Treat every coding task as operating on a potentially valuable worktree.

Start Of Turn

  1. Run git status --short --branch first.
  2. If the repository is clean, continue to the requested work.
  3. If the repository is dirty, stop new development first.
  4. Inspect modified, deleted, and untracked files with git diff --stat, git diff, and targeted file reads.
  5. Summarize what changed by file and by intent before editing anything else.
  6. Infer the strongest reasonable validation from the repo itself. Prefer existing test, lint, type-check, compile, or build commands over ad hoc checks.
  7. Use the narrowest command that gives real signal for the dirty changes, then broaden if the change is cross-cutting.
  8. If validation fails, surface the blocker immediately.

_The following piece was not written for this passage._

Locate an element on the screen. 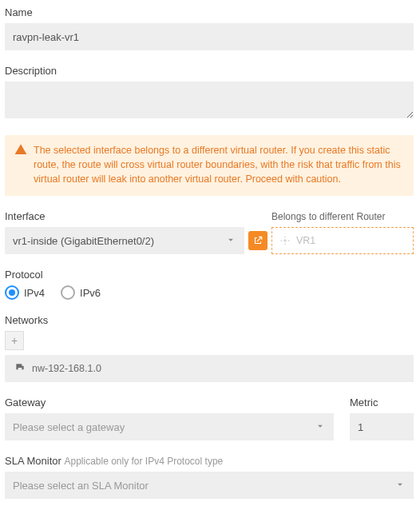  add-network-button: + is located at coordinates (14, 341).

Fix it only when that is in scope and safe; otherwise do not create a normal commit.
  9. If validation passes and the dirty changes are intentional, create a detailed Chinese git commit before starting the next implementation step.

Dirty Worktree Handling

When git status is not clean, do all of the following before new development:

  • Review whether the changes look coherent, risky, incomplete, or broken.
  • Inspect tests related to the changed files when feasible.
  • Call out uncertainty if unrelated edits may have been mixed together.
  • Preserve the user's existing work. Do not discard, overwrite, or silently clean up unrelated changes.

During Work

  1. Keep unrelated changes in separate commits whenever practical.
  2. Do not mix pre-existing dirty changes with new feature work without reviewing both scopes.
  3. Before starting a new logical phase that depends on a clean base, commit the validated current state.
  4. Avoid destructive git commands unless the user explicitly asks for them.

Verification Standard

Before committing existing dirty changes, prefer this order:

  1. Targeted tests for touched modules or packages
  2. Fast lint, type-check, or compile commands relevant to touched files
  3. Broader project test commands if the repository is small or the change is cross-cutting

Before the final commit, run a broader validation pass whenever practical:

  • Full or broader unit test coverage
  • Lint
  • Type check
  • Build or compile
  • Targeted smoke test for the implemented flow

If the full sweep is not feasible, state exactly what was run and what was not run.

End Of Turn

  1. Re-read the final diff before the last commit.
  2. If files changed during the turn, run the strongest reasonable final validation.
  3. If the requested development is finished, or the conversation is likely ending, prefer comprehensive validation over a narrow spot check.
  4. If validation passes, stage the final diff and create a detailed Chinese git commit before sending the final response.
  5. If no files changed, do not create an empty commit.
  6. Confirm git status is clean after the final commit.
  7. If the repository is not a git repo, say that this skill is not applicable.

Commit Policy

  1. Write every commit message in Chinese.
  2. Use a concise subject line plus a detailed body.
  3. Explain what changed, why it changed, implementation details, verification status, and any known limitation or follow-up.
  4. If a commit preserves user changes before new work begins, say that explicitly so the history remains auditable.
  5. When drafting the message, read references/commit-template.md for the preferred structure and examples.

Recommended type values:

  • feat
  • fix
  • refactor
  • test
  • docs
  • chore

Response Behavior

  1. Mention early when the worktree is dirty and what you are reviewing.
  2. Tell the user what you verified before each commit.
  3. Surface failures immediately with the likely cause.
  4. After each commit, report the commit purpose clearly in Chinese.
  5. In the final response, include the validation that ran, the commit hash or hashes created during the turn, and any residual risk.